Opened 7 years ago

Last modified 7 years ago

#2325 open defect

MPlayer doesn't auto load subtitles with unicode filenames

Reported by: redxii Owned by: beastd
Priority: normal Component: undetermined
Version: HEAD Severity: minor
Keywords: Cc:
Blocked By: Blocking:
Reproduced by developer: yes Analyzed by developer: yes

Description

Currently MPlayer has no problem opening files with unicode names but it is unable to autoload subtitles if they have unicode names.

For example, when opening "アニメ.avi" won't be able to find & auto load "アニメ.srt".

Attachments (1)

0001-HACK-sub-Partially-support-non-ASCII-external-subs-o.patch (1.0 KB ) - added by beastd 7 years ago.

Download all attachments as: .zip

Change History (5)

comment:1 by redxii, 7 years ago

Forgot, OS is Windows 7 & Windows 10.

comment:2 by beastd, 7 years ago

Reproduced by developer: set
Status: newopen

Thank you for the report.

I can reproduce it here on Windows 10. Did not look into it yet.

comment:3 by beastd, 7 years ago

I had a deeper look into this problem, but didn't find a fix yet.

It seems the local codepage encoded name used as a reference to find the subtitle gets re-coded somewhere. Thus it won't match the name in subreader.c anymore.

comment:4 by beastd, 7 years ago

Analyzed by developer: set

I attached a patch 0001-HACK-sub-Partially-support-non-ASCII-external-subs-o.patch that does help a bit with this on Windows. It is a just a quick hack and breaks the build for other platforms as is.

The real problem with this is, that it will only help with file names that can be represented in your local windows code page. Thus if your local code page, does not support the Japanese characters of your example, this patch will not help you.

Implementing a better solution is much more involved. I will describe why the thing does not work with the current code:

  1. in subreader.c : append_dir_subtitles readdir will return the name in the local code page
  2. the name we match to, is deduced from the movie name and is in UTF-8 already
  3. after we matched the name, we try to fopen the file (to test it is readable?)
  4. then, when it is time to read the file, we would actually need the UTF-8 version of the matching filename

Currently we will fail at 2 because of the encoding mismatch.

So basically 2 and 3 need to be addressed; though I think 3 cannot work as long as we use fopen (because I think it does not support names outside of the local code page).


## What to produce
Every line of the listing below is to be repeated exactly; the pictures stay out.
• • • • • • •
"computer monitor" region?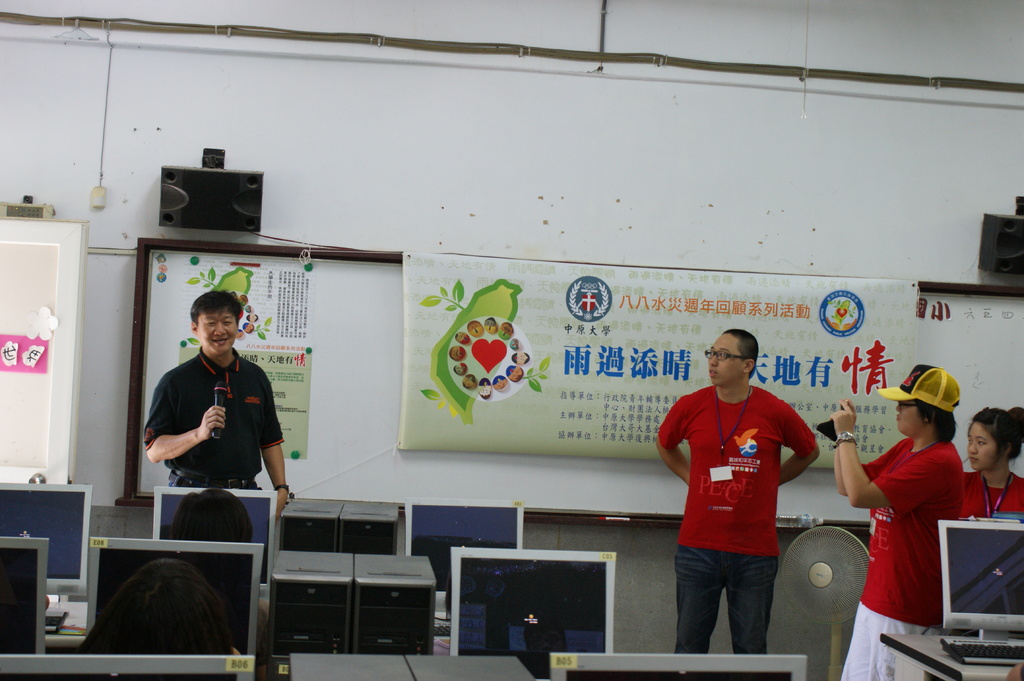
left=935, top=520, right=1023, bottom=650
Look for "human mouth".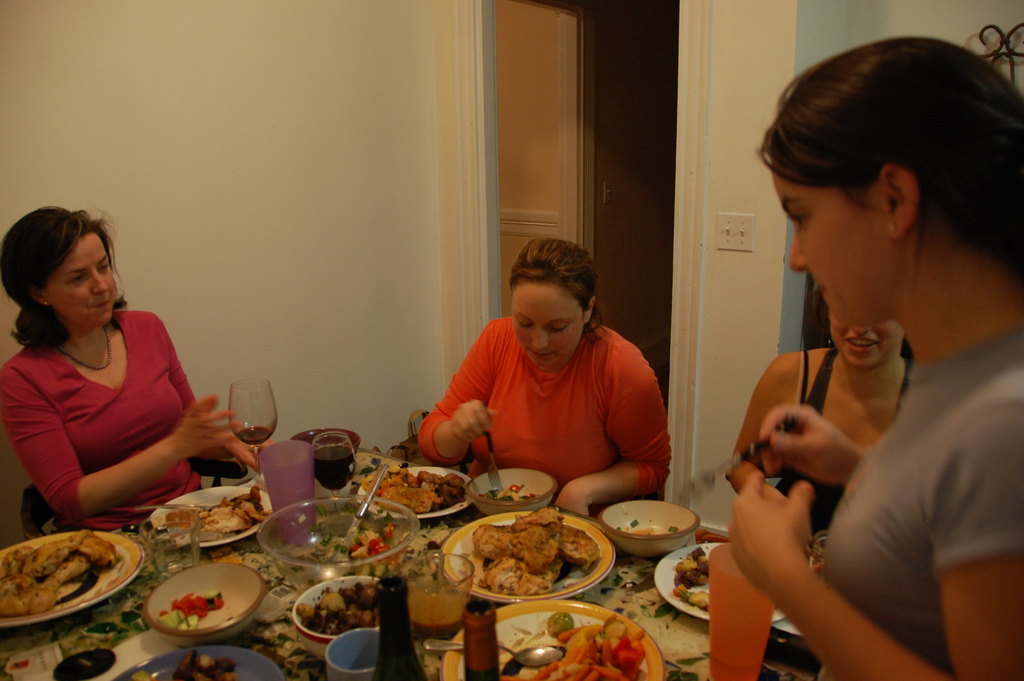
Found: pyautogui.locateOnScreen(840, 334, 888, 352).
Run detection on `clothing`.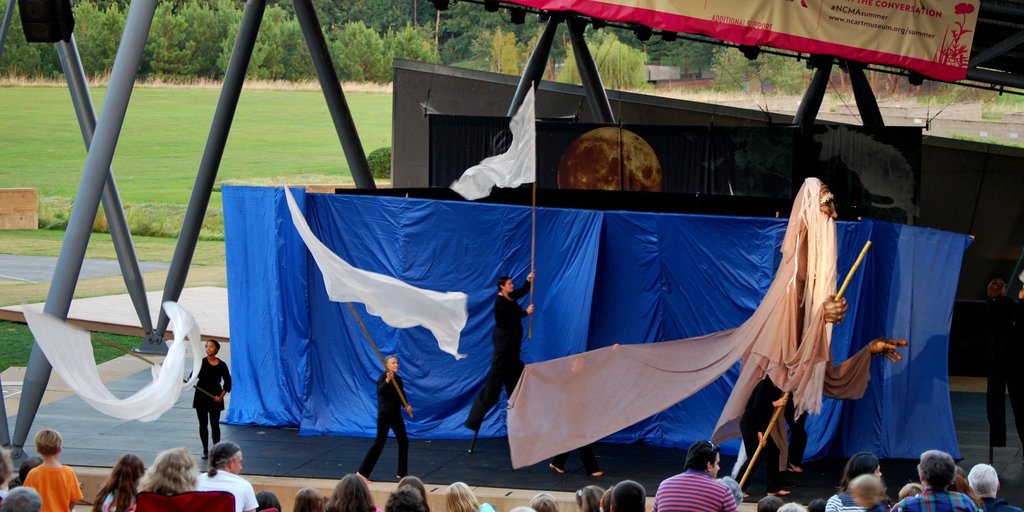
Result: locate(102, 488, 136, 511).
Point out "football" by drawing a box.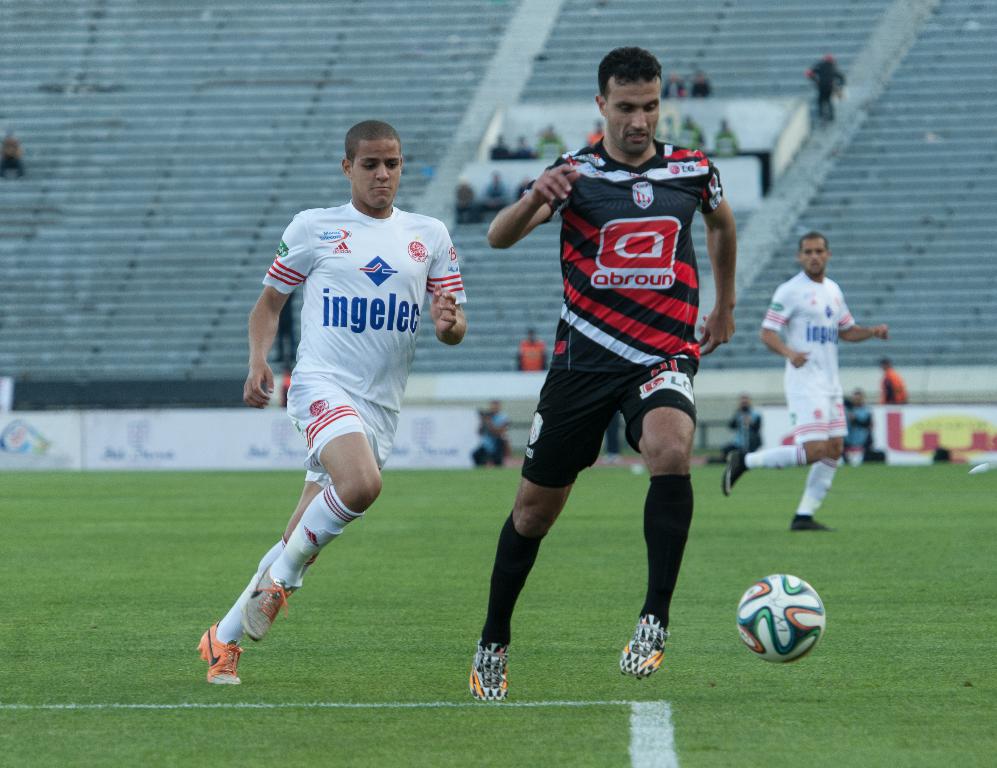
• • • • • • •
## Solution to the exercise
"computer monitor" region?
left=935, top=520, right=1023, bottom=650
Look for "human mouth".
Found: pyautogui.locateOnScreen(840, 334, 888, 352).
Run detection on `clothing`.
Result: locate(102, 488, 136, 511).
Point out "football" by drawing a box.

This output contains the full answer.